Algorithmsdynamic decision making
Dynamic Decision Making (Finite Horizon Bellman)
TT
Testlaa Team
May 14, 2026•1 min read
At each step you choose among actions affecting future states—classic MDP-style thinking without full RL: Bellman idea in discrete small graphs.
Why this shows up in the real world
Inventory restocking under uncertain demand (sometimes approximated deterministically).
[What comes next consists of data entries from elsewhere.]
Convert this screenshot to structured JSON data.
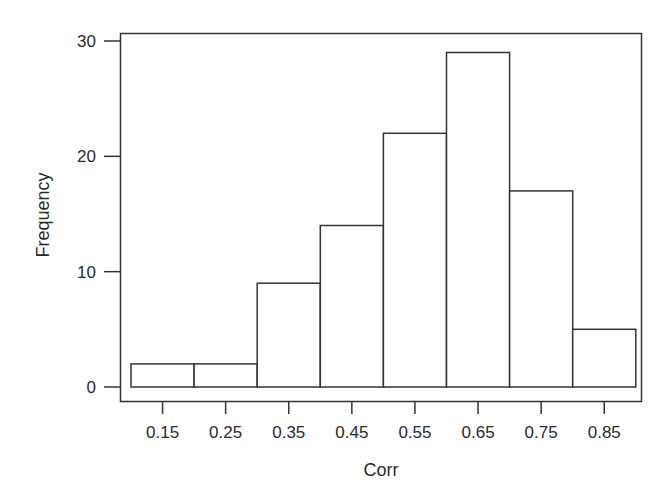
{
  "chart_data": {
    "type": "bar",
    "subtype": "histogram",
    "title": "",
    "xlabel": "Corr",
    "ylabel": "Frequency",
    "categories": [
      "0.15",
      "0.25",
      "0.35",
      "0.45",
      "0.55",
      "0.65",
      "0.75",
      "0.85"
    ],
    "bin_edges": [
      0.1,
      0.2,
      0.3,
      0.4,
      0.5,
      0.6,
      0.7,
      0.8,
      0.9
    ],
    "values": [
      2,
      2,
      9,
      14,
      22,
      29,
      17,
      5
    ],
    "yticks": [
      "0",
      "10",
      "20",
      "30"
    ],
    "ytick_values": [
      0,
      10,
      20,
      30
    ],
    "ylim": [
      0,
      30
    ],
    "grid": false,
    "legend": null,
    "bar_fill": "#ffffff",
    "bar_stroke": "#333333"
  }
}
Game AI lookahead.
Core idea (explained for students)
Write V[t][state] = max_a reward + V[t+1][next(state,a)] backwards in time for finite horizon.
Try this in Python
def finite_horizon_value(states: int, T: int, rew, trans) -> float:
V = [0.0] * states
for _ in range(T):
newV = [0.0] * states
for s in range(states):
best = -10**18
for a in range(2):
ns = trans[s][a]
best = max(best, rew[s][a] + V[ns])
newV[s] = best
V = newV
return max(V)
trans = [[1, 0], [0, 1]]
rew = [[1, 0], [0, 2]]
print(round(finite_horizon_value(2, 5, rew, trans), 3))
Common mistakes
- Infinite horizon without discount—values may diverge.
- Stochastic transitions need expectation.
Key takeaways
- Discount factor γ<1 stabilizes many textbook models.